News Release

NSF awards 'Life in Transition' grants to University of Oklahoma professors

Projects valued at $1.5 million have environmental and economic relevance

Grant and Award Announcement

University of Oklahoma

The connection among living systems and earth's history is the focus of National Science Foundation grants awarded to University of Oklahoma zoology professor Lawrence Weider and botany and microbiology research assistant professor Amy V. Callaghan.

Weider and colleagues will investigate how aquatic organisms, especially the water flea, Daphnia, cope with drastically altered environments caused by nutrient pollution. The study is the first of its type and targets lakes inCanada and Minnesota where Daphnia diapausing eggs have laiddormant for more than 50 years. The researchers will compare the effects of phosphorus on aquatic life today vs. that of 50 years ago by hatching out the eggs and comparing changes in their physiology and genetic structure.

Weider and collaborators will use "resurrection ecology" methods to examine how lakes and ponds enriched with nutrients such as phosphorus influence microevolutionary change in organisms, such as Daphnia. Resurrecting long-dormant decades-old eggs from lake sediments will allow testing to determine how microevolutionary changes in response to nutrient enrichment occurred during the past century.

In his laboratory at the OU Biological Station, Weider will study the effects of long-term pollution on aquatic ecosystems while providing valuable information on how organisms evolve in natural environments in collaboration with Punidan Jeyasingh, assistant professor of zoology at Oklahoma State University and colleagues at Indiana University. The total budget for the three-year project is $780,000.

Callaghan's research focuses on sulfate-reducing bacteria that utilize petroleum hydrocarbons as growth substrates. Alkanes, which are important components of petroleum, were traditionally considered to be biologically inert in the absence of oxygen. However, microorganisms have evolved unique ways of activating alkanes anaerobically. Thesemechanisms have recently been discovered and play an important role in the environmental life cycle of these compounds, especially, in the context of the ecological impact of oil spills.

From an industrial standpoint, oil companies desire to learn more about alkane degrading bacteria and how to monitor microbial communities because of their involvement in the biocorrosion of pipelines and reservoir souring. Furthermore, there is significant interest in the treatmentof detrimental paraffin deposition (long-chain alkanes) in pipelines and on hydrocarbon extraction equipment. Callaghan hypothesizes that anaerobic microorganisms might be able to degrade paraffins via mechanisms similar to those observed for shorter alkanes.

This research looks at the biochemistry and genetics of the sulfate-reducing bacteria involved in anaerobic alkane degradation via a combination of metagenomics, transcriptomics and metabolite profiling. Callaghan received $725,000 for the three-year project and will collaborate with Boris Wawrik and Joseph Suflita, professors in the OU botany and microbiology department.

The NSF biological sciences directorate awarded 61 grants totaling $26 million to university researchers in the United States to foster transformative advances across diverse fields.

###


Disclaimer: AAAS and EurekAlert! are not responsible for the accuracy of news releases posted to EurekAlert! by contributing institutions or for the use of any information through the EurekAlert system.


If a line in the data holds the string "their", list it.

━━━━━━━━━━

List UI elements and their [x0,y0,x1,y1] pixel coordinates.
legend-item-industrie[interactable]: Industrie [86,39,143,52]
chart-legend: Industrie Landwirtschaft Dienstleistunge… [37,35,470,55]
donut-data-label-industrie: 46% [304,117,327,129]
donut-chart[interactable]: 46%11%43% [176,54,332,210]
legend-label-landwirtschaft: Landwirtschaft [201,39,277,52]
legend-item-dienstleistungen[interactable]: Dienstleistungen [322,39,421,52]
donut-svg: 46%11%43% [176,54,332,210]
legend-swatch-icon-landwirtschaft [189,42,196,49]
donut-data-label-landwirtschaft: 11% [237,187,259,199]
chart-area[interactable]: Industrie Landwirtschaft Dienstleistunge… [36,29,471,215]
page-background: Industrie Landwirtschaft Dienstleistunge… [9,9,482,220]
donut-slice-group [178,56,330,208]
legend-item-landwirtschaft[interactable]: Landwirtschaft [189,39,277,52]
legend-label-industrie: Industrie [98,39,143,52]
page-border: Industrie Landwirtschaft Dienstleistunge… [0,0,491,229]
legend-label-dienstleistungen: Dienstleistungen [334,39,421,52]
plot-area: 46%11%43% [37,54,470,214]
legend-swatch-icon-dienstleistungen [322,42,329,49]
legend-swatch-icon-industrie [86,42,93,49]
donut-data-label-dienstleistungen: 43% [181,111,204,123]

━━━━━━━━━━

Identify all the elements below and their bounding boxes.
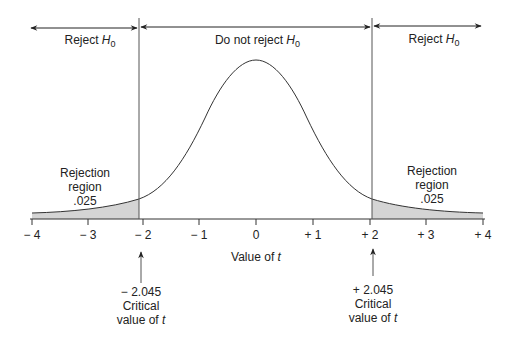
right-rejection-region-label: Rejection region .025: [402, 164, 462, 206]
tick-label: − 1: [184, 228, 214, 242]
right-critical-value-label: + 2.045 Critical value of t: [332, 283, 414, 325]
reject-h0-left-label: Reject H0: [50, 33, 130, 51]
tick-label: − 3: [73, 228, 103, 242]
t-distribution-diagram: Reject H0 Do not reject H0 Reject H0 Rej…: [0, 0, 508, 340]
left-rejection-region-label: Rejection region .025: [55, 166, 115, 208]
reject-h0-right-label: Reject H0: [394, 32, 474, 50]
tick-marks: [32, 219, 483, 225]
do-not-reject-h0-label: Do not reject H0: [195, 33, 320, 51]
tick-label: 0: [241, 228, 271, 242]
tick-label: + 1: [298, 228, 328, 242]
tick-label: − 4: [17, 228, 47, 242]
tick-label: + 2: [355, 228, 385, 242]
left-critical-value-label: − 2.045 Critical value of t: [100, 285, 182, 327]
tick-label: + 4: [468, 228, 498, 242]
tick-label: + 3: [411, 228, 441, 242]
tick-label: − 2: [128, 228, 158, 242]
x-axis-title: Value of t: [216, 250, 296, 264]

━━━━━━━━━━

• _RESPONSE BELOW_
List UI elements and their [x0,y0,x1,y1] pixel coordinates.
Identify all the elements below and their bounding boxes.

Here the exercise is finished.